Since the beginning of the COVID-19 pandemic, substantial interest and research effort has been devoted to identifying the origins of Severe Acute Respiratory Syndrome Coronavirus 2 (SARS-CoV-2). The complex transmission and genetic recombination dynamics of SARS-CoV-2 between multiple host species, namely bats, pangolins, and humans, has complicated the process of definitively identifying the virus’ origins. Gaining a better understanding of the origin and evolution of SARS-CoV-2 may provide valuable information about future pandemic risk and reveal important details and mechanistic insight into how the disease emerged.
Dr. Justin Bahl, a CEIRR investigator from the Center for Influenza Disease & Emergence Research (CIDER), was a contributing author on a study conducted by Dr. Jonathan Arnold’s laboratory, a professor from the University of Georgia’s Department of Genetics. The study was recently published in Scientific Reports.
The authors constructed a consensus species tree, a summary of the evolutionary relationships among a group of species based on the analysis of multiple genes. The consensus tree was based on 11 genes from human, bat, and pangolin beta coronavirus samples that were collected before April 2020. The tree was built using maximum likelihood, a method that evaluates possible tree topologies based on the probability of observing the given sequence data. To map the recent exchange of genetic material between bat and pangolin beta coronaviruses before it was transferred to humans, the authors employed coalescent theory, a strategy to improve understanding of the genetic diversity patterns in populations and species. From their investigations, the authors were able to reconstruct an ancestral sequence of human SARS-CoV-2, which differed by only two nucleotides from the Wuhan sequence isolated during the original human outbreak. Additionally, they estimated the time to most recent common ancestor as December 8th, 2019, and determined that it originated from bats.
The evidence presented by the authors suggests repeated and ongoing zoonotic transfers between bats and pangolins which highlights the animals’ potential to serve as reservoirs for future zoonotic beta coronavirus transfer to humans. The findings also improve our understanding of the recent evolutionary history and likely origins of SARS-CoV-2 and provide new insight into the viral selection dynamics early in the pandemic. Finally, their work illustrates an advanced phylogenetic approach to assess SARS-CoV-2 origins from multiple genes and a new framework of human SARS-CoV-2 mutation classification.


REQUIRED ACTION: Filter the entries, keeping every line with the word "hand".

Data tied to figure images:
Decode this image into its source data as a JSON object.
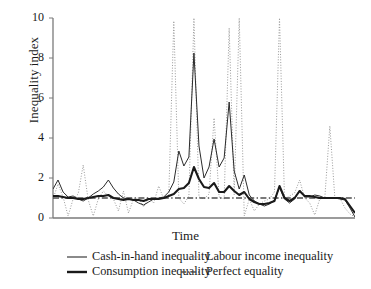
{
  "chart_data": {
    "type": "line",
    "title": "",
    "xlabel": "Time",
    "ylabel": "Inequality index",
    "ylim": [
      0,
      10
    ],
    "yticks": [
      0,
      2,
      4,
      6,
      8,
      10
    ],
    "ytick_labels": [
      "0",
      "2",
      "4",
      "6",
      "8",
      "10"
    ],
    "xticks": [],
    "xtick_labels": [],
    "grid": false,
    "legend_position": "below-axes",
    "n_points": 61,
    "x": [
      0,
      1,
      2,
      3,
      4,
      5,
      6,
      7,
      8,
      9,
      10,
      11,
      12,
      13,
      14,
      15,
      16,
      17,
      18,
      19,
      20,
      21,
      22,
      23,
      24,
      25,
      26,
      27,
      28,
      29,
      30,
      31,
      32,
      33,
      34,
      35,
      36,
      37,
      38,
      39,
      40,
      41,
      42,
      43,
      44,
      45,
      46,
      47,
      48,
      49,
      50,
      51,
      52,
      53,
      54,
      55,
      56,
      57,
      58,
      59,
      60
    ],
    "series": [
      {
        "name": "Cash-in-hand inequality",
        "style": "solid-thin",
        "color": "#2b2b2b",
        "width": 1.0,
        "values": [
          1.45,
          1.9,
          1.3,
          1.05,
          1.1,
          0.95,
          0.85,
          1.0,
          1.2,
          1.35,
          1.55,
          1.9,
          1.5,
          1.2,
          1.0,
          0.95,
          0.9,
          0.75,
          0.65,
          0.8,
          0.95,
          1.0,
          1.05,
          1.3,
          1.8,
          3.35,
          2.6,
          3.05,
          8.25,
          3.6,
          2.0,
          2.55,
          3.95,
          2.55,
          3.0,
          5.8,
          2.35,
          1.45,
          2.15,
          1.15,
          0.85,
          0.7,
          0.6,
          0.7,
          0.9,
          1.55,
          0.95,
          0.75,
          0.95,
          1.4,
          1.05,
          1.05,
          1.15,
          1.1,
          1.0,
          1.0,
          1.0,
          0.95,
          0.9,
          0.5,
          0.05
        ]
      },
      {
        "name": "Consumption inequality",
        "style": "solid-thick",
        "color": "#1a1a1a",
        "width": 2.1,
        "values": [
          1.1,
          1.1,
          1.05,
          1.0,
          1.0,
          0.95,
          0.95,
          1.0,
          1.05,
          1.1,
          1.1,
          1.15,
          1.0,
          0.95,
          0.9,
          0.95,
          0.9,
          0.9,
          0.85,
          0.95,
          0.95,
          0.95,
          1.0,
          1.1,
          1.2,
          1.45,
          1.5,
          1.75,
          2.55,
          1.95,
          1.55,
          1.5,
          1.75,
          1.3,
          1.3,
          1.6,
          1.35,
          1.15,
          1.3,
          0.95,
          0.8,
          0.7,
          0.7,
          0.75,
          0.85,
          1.6,
          1.0,
          0.85,
          1.0,
          1.35,
          1.1,
          1.1,
          1.05,
          1.0,
          1.0,
          1.0,
          1.0,
          1.0,
          0.95,
          0.6,
          0.25
        ]
      },
      {
        "name": "Labour income inequality",
        "style": "dotted",
        "color": "#9a9a9a",
        "width": 1.0,
        "values": [
          0.95,
          1.7,
          1.05,
          0.1,
          0.95,
          1.2,
          2.65,
          0.9,
          0.1,
          0.95,
          1.35,
          1.1,
          0.95,
          0.35,
          1.35,
          0.25,
          0.95,
          1.0,
          0.55,
          1.0,
          0.75,
          1.6,
          0.95,
          1.15,
          9.85,
          1.0,
          0.7,
          1.1,
          10.0,
          1.05,
          0.95,
          1.2,
          5.0,
          1.05,
          0.95,
          9.5,
          1.15,
          10.0,
          0.1,
          0.95,
          0.35,
          0.7,
          0.85,
          0.95,
          1.3,
          10.0,
          0.95,
          1.1,
          1.25,
          1.9,
          1.0,
          0.75,
          0.15,
          0.95,
          1.0,
          4.6,
          1.0,
          1.0,
          0.5,
          0.2,
          0.05
        ]
      },
      {
        "name": "Perfect equality",
        "style": "dash-dot",
        "color": "#4d4d4d",
        "width": 1.4,
        "constant": 1,
        "values": [
          1,
          1,
          1,
          1,
          1,
          1,
          1,
          1,
          1,
          1,
          1,
          1,
          1,
          1,
          1,
          1,
          1,
          1,
          1,
          1,
          1,
          1,
          1,
          1,
          1,
          1,
          1,
          1,
          1,
          1,
          1,
          1,
          1,
          1,
          1,
          1,
          1,
          1,
          1,
          1,
          1,
          1,
          1,
          1,
          1,
          1,
          1,
          1,
          1,
          1,
          1,
          1,
          1,
          1,
          1,
          1,
          1,
          1,
          1,
          1,
          1
        ]
      }
    ]
  },
  "legend": {
    "items": [
      {
        "label": "Cash-in-hand inequality",
        "style": "solid-thin"
      },
      {
        "label": "Labour income inequality",
        "style": "dotted"
      },
      {
        "label": "Consumption inequality",
        "style": "solid-thick"
      },
      {
        "label": "Perfect equality",
        "style": "dash-dot"
      }
    ]
  },
  "axes": {
    "y_title": "Inequality index",
    "x_title": "Time",
    "axis_color": "#7a7a7a"
  }
}
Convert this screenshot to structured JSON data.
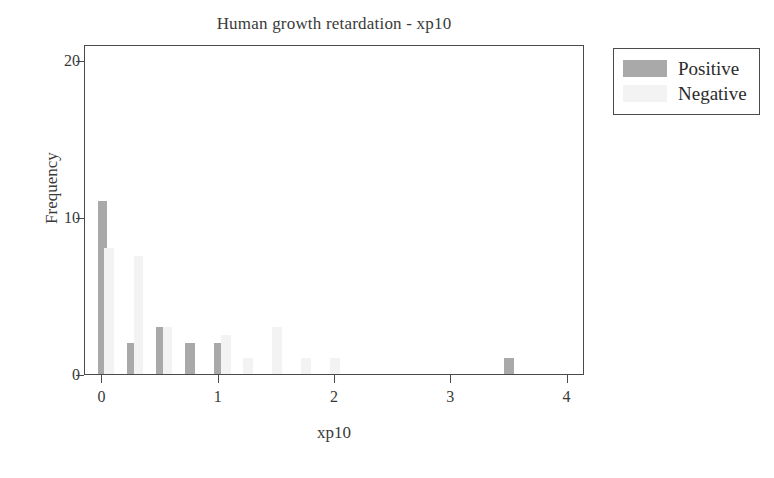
{
  "chart_data": {
    "type": "bar",
    "title": "Human growth retardation - xp10",
    "xlabel": "xp10",
    "ylabel": "Frequency",
    "xlim": [
      -0.15,
      4.15
    ],
    "ylim": [
      0,
      21
    ],
    "xticks": [
      "0",
      "1",
      "2",
      "3",
      "4"
    ],
    "xtick_values": [
      0,
      1,
      2,
      3,
      4
    ],
    "yticks": [
      "0",
      "10",
      "20"
    ],
    "ytick_values": [
      0,
      10,
      20
    ],
    "grid": false,
    "legend_position": "upper right outside",
    "bar_width": 0.085,
    "series": [
      {
        "name": "Positive",
        "color": "#a9a9a9",
        "x": [
          0.0,
          0.25,
          0.5,
          0.75,
          1.0,
          3.5
        ],
        "values": [
          11,
          2,
          3,
          2,
          2,
          1
        ]
      },
      {
        "name": "Negative",
        "color": "#f3f3f3",
        "x": [
          0.06,
          0.31,
          0.56,
          1.06,
          1.25,
          1.5,
          1.75,
          2.0
        ],
        "values": [
          8,
          7.5,
          3,
          2.5,
          1,
          3,
          1,
          1
        ]
      }
    ]
  },
  "legend": {
    "items": [
      {
        "label": "Positive",
        "color": "#a9a9a9"
      },
      {
        "label": "Negative",
        "color": "#f3f3f3"
      }
    ]
  }
}
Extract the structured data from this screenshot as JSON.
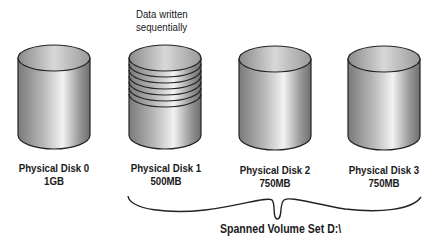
{
  "annotation": {
    "line1": "Data written",
    "line2": "sequentially"
  },
  "disks": [
    {
      "name": "Physical Disk 0",
      "size": "1GB",
      "striped": false
    },
    {
      "name": "Physical Disk 1",
      "size": "500MB",
      "striped": true
    },
    {
      "name": "Physical Disk 2",
      "size": "750MB",
      "striped": false
    },
    {
      "name": "Physical Disk 3",
      "size": "750MB",
      "striped": false
    }
  ],
  "brace": {
    "label": "Spanned Volume Set D:\\"
  }
}
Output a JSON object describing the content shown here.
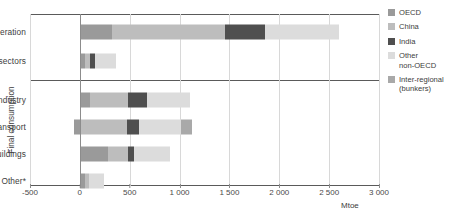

EXERCISE RESPONSE:
        "name": "Cash-in-hand inequality",
        "label": "Cash-in-hand inequality",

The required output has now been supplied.